Rhoads took over a team that had lost 10 straight games. Iowa State had gone winless in 1930 under Noel Workman. When Veenker, who had been an assistant football coach and head basketball coach at Michigan, came to Iowa State, the Cyclones were in the midst of a 16-game losing streak.
No one expected much in 1931. Iowa State ended its losing streak with a 6-0 win over Simpson in the season-opener. The Cyclones won at Morningside, 20-6, the following weekend. A 20-0 loss at Detroit set the stage for Big Six play. When Iowa State played host to Missouri on Oct. 24, the Cyclones hadn't won a Big Six Conference game in nearly three years.

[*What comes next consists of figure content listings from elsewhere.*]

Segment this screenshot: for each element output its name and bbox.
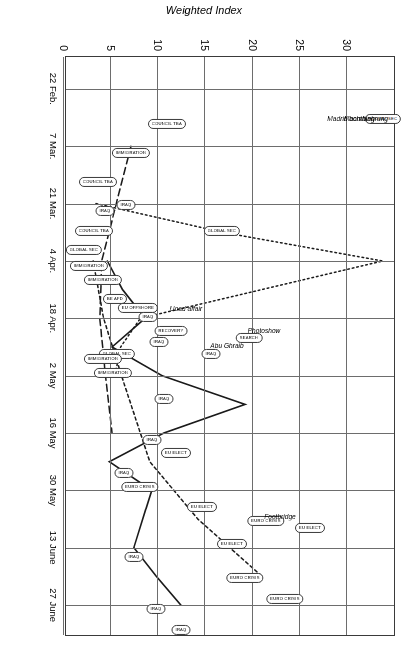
plot-area: 05101520253022 Feb.7 Mar.21 Mar.4 Apr.18… [65,56,395,636]
chart-annotation: Uoad affair [170,304,202,311]
x-axis-tick-label: 7 Mar. [48,133,66,159]
data-point-label: IRAQ [147,604,166,614]
data-point-label: IRAQ [124,552,143,562]
y-axis-tick-label: 20 [247,11,259,57]
chart-annotation: Abu Ghraib [210,342,243,349]
gridline-vertical [66,605,394,606]
x-axis-tick-label: 4 Apr. [48,249,66,273]
data-point-label: COUNCIL TBA [75,226,113,236]
gridline-vertical [66,433,394,434]
chart-figure: 05101520253022 Feb.7 Mar.21 Mar.4 Apr.18… [0,0,409,666]
gridline-vertical [66,318,394,319]
data-point-label: IRAQ [96,206,115,216]
chart-annotation: Madrid bombing [327,114,374,121]
gridline-vertical [66,204,394,205]
data-point-label: EURO CRISIS [122,482,159,492]
data-point-label: IRAQ [142,435,161,445]
data-point-label: GLOBAL SEC [66,245,102,255]
data-point-label: EURO CRISIS [266,594,303,604]
data-point-label: IMMIGRATION [84,275,122,285]
data-point-label: IRAQ [138,312,157,322]
x-axis-tick-label: 2 May [48,363,66,389]
y-axis-tick-label: 30 [341,11,353,57]
data-point-label: IRAQ [154,394,173,404]
data-point-label: EU ELECT [295,523,325,533]
data-point-label: IRAQ [202,349,221,359]
gridline-vertical [66,490,394,491]
x-axis-tick-label: 21 Mar. [48,188,66,220]
data-point-label: IMMIGRATION [69,261,107,271]
data-point-label: IMMIGRATION [94,368,132,378]
data-point-label: COUNCIL TBA [148,119,186,129]
chart-annotation: Footbridge [264,513,296,520]
data-point-label: RECOVERY [155,326,188,336]
y-axis-tick-label: 15 [199,11,211,57]
x-axis-tick-label: 18 Apr. [48,304,66,334]
data-point-label: EURO CRISIS [226,573,263,583]
data-point-label: EU ELECT [187,501,217,511]
chart-annotation: Photoshow [248,326,281,333]
y-axis-tick-label: 25 [294,11,306,57]
data-point-label: IMMIGRATION [112,148,150,158]
data-point-label: IRAQ [171,625,190,635]
gridline-vertical [66,89,394,90]
y-axis-tick-label: 10 [152,11,164,57]
data-point-label: EU ELECT [161,448,191,458]
y-axis-tick-label: 5 [105,11,117,57]
data-point-label: IRAQ [150,337,169,347]
x-axis-tick-label: 13 June [48,531,66,565]
y-axis-tick-label: 0 [58,11,70,57]
gridline-vertical [66,261,394,262]
data-point-label: IRAQ [117,200,136,210]
x-axis-tick-label: 27 June [48,588,66,622]
y-axis-label: Weighted Index [166,4,242,16]
data-point-label: COUNCIL TBA [79,177,117,187]
x-axis-tick-label: 30 May [48,475,66,506]
x-axis-tick-label: 16 May [48,417,66,448]
data-point-label: IMMIGRATION [84,354,122,364]
data-point-label: GLOBAL SEC [204,226,240,236]
data-point-label: EU ELECT [217,539,247,549]
data-point-label: IRAQ [115,468,134,478]
x-axis-tick-label: 22 Feb. [48,73,66,105]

The Cyclones ended the league drought as well, beating the Tigers in Ames, 20-0. The game's biggest play was a Statue of Liberty call with left halfback Dick Grefe racing in for the touchdown. Grefe came up big the following weekend at Oklahoma. The Des Moines native caught a 56-yard TD pass for Iowa State's first score and then scored again on a line plunge as the Cyclones triumphed 13-12 in Norman.
The biggest win of the season was an unlikely 7-6 victory over Kansas State. The Wildcats scored first for a 6-0 lead. With the ball on the Kansas State 44-yard line, right halfback Paul Schraforth heaved a 40-yard pass to right end Ken Wells. A Kansas State player tipped the ball into the hands of Wells, who raced the remaining 10 yards for a TD. Grefe then kicked the extra point for a 7-6 lead.
Kansas State, the preseason Big Six favorite, outgained Iowa State, 393-93 and had 16 first downs to the Cyclones' four. Early in the third quarter, the Wildcats drove to the Iowa State 4-yard line only to be turned back. Two additional drives into Cyclone territory did not yield any points as Iowa State won the game to improve to 5-1 overall and 3-0 in the Big Six. A one-point loss to Drake precluded a game at Nebraska to determine the conference title. Nebraska won 23-0. But nationally, Veenker was hailed as “the Moses who led the Cyclones out of the football wilderness they've wallowed in for two years.”
Veenker would coach the Cyclones through the 1936 season, fashioning a record of 21-22-8. His biggest win was probably Iowa State's 31-6 victory over Iowa in 1934. He took on athletics director duties in 1931, serving as AD until 1945. One of his proudest achievements was persuading the college to give up land to construct a golf course on the northern edge of campus. The golf course opened in 1938 and was named for Veenker in 1959, shortly after his death the same year.
By all accounts, the reserved Veenker was a man of few words. But his legacy lives on.